What Are As Reported Financial Statements?
As reported financial statements are the original, unmodified financial data exactly as companies filed them with the Securities and Exchange Commission (SEC). Unlike standardized or adjusted financial statements that data providers reformat for comparability, as-reported data preserves every line item, footnote disclosure, and accounting classification the company chose to present. This includes 10-K annual reports and 10-Q quarterly filings, giving investors access to the raw financial truth behind every publicly traded company.
How to Use This As Reported Financial Statements Tool
- 1
Enter a Stock Symbol
Type any ticker symbol (e.g., AAPL, MSFT, GOOGL) in the Symbol field to retrieve that company's as-reported SEC filings.
- 2
Select the Reporting Period
Choose between Annual (10-K) or Quarterly (10-Q) filings. Annual reports provide comprehensive yearly data, while quarterly reports offer more granular interim updates.
- 3
Explore the Raw Data
Click any row to expand and view key financial highlights and the complete set of as-reported data fields. Export to CSV for deeper analysis in Excel or Google Sheets.
Why As Reported Financial Data Matters
Unmodified Accuracy
As-reported data reflects exactly what the company disclosed to the SEC, without any third-party adjustments or reclassifications that could introduce bias or errors.
Complete Detail
Access every line item from the filing — including entity information, auditor details, tax breakdowns, lease obligations, debt maturities, and share-based compensation details.
Historical Comparison
Compare financial data across multiple fiscal years and quarters to identify trends, track growth, and spot potential red flags in a company's financial trajectory.
Key Data Points in As Reported Statements
Each as-reported financial statement contains hundreds of data fields organized across the three core financial statements. Here are the primary categories you'll find:
Income Statement
- Revenue and cost of goods sold
- Operating expenses (R&D, SG&A)
- Operating income and net income
- Earnings per share (basic and diluted)
Balance Sheet
- Current and non-current assets
- Current and non-current liabilities
- Stockholders' equity and retained earnings
- Shares outstanding and authorized
Cash Flow Statement
- Operating, investing, and financing cash flows
- Capital expenditures and acquisitions
- Dividends paid and stock repurchases
- Debt issuance and repayment
Additional Disclosures
- Tax breakdowns (federal, state, foreign)
- Lease obligations and right-of-use assets
- Share-based compensation details
- Debt maturity schedules and interest rates
As Reported vs. Standardized Financial Statements
Most financial data platforms provide standardized financial statements where line items are reclassified into a uniform template for easier cross-company comparison. While useful for screening, standardized data can obscure important details. As-reported statements preserve the company's own categorization, giving analysts access to granular details like specific tax provisions, deferred revenue breakdowns, and segment-level disclosures that standardized formats often aggregate or omit. For deep fundamental analysis, forensic accounting, and regulatory research, as-reported data is the gold standard.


_WHAT YOU WILL DO_. A faithful copy of all the entries is required, with no pictures in it.
───── SUPPLIED DATA ─────
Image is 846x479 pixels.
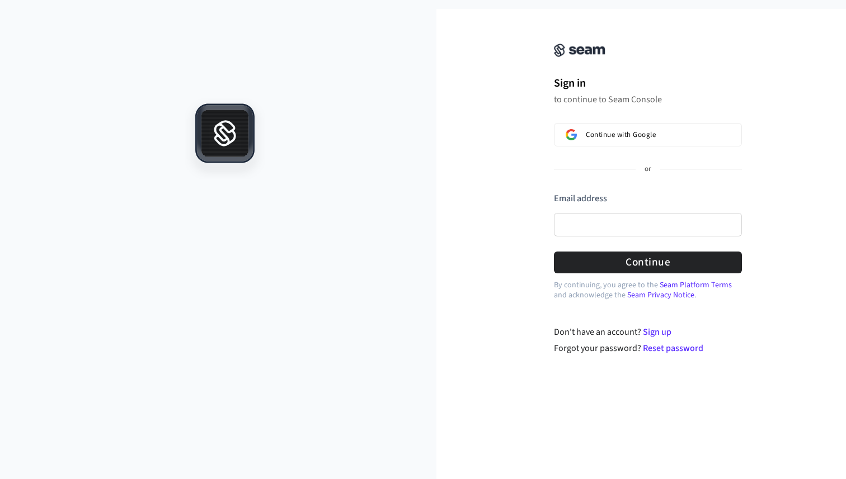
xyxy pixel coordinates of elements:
h1: Sign in [554,75,742,92]
div: Forgot your password? [554,342,742,355]
img: Sign in with Google [565,129,577,140]
p: to continue to Seam Console [554,94,742,105]
button: Continue [554,252,742,274]
a: Seam Privacy Notice [627,290,694,301]
button: Sign in with GoogleContinue with Google [554,123,742,147]
a: Sign up [643,326,671,338]
a: Seam Platform Terms [659,280,732,291]
p: or [644,164,651,175]
div: Don't have an account? [554,326,742,339]
a: Reset password [643,342,703,355]
label: Email address [554,192,607,205]
span: Continue with Google [586,130,656,139]
p: By continuing, you agree to the and acknowledge the . [554,280,742,300]
img: Seam Console [554,44,605,57]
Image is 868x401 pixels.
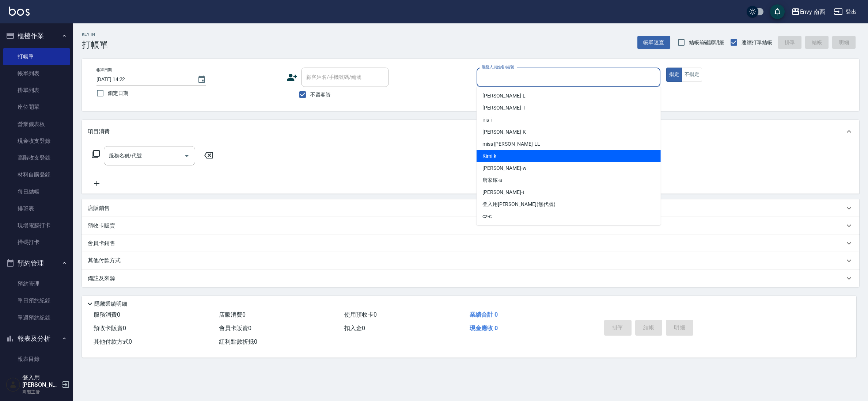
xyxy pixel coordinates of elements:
─────
_WRITTEN RESPONSE_.
Image is 846x479 pixels.
xyxy pixel coordinates of elements:
h1: Sign in [554,75,742,92]
div: Forgot your password? [554,342,742,355]
img: Sign in with Google [565,129,577,140]
p: to continue to Seam Console [554,94,742,105]
button: Continue [554,252,742,274]
a: Seam Privacy Notice [627,290,694,301]
button: Sign in with GoogleContinue with Google [554,123,742,147]
a: Sign up [643,326,671,338]
a: Seam Platform Terms [659,280,732,291]
p: or [644,164,651,175]
div: Don't have an account? [554,326,742,339]
a: Reset password [643,342,703,355]
label: Email address [554,192,607,205]
span: Continue with Google [586,130,656,139]
p: By continuing, you agree to the and acknowledge the . [554,280,742,300]
img: Seam Console [554,44,605,57]
Image is 868x401 pixels.
xyxy pixel coordinates of elements:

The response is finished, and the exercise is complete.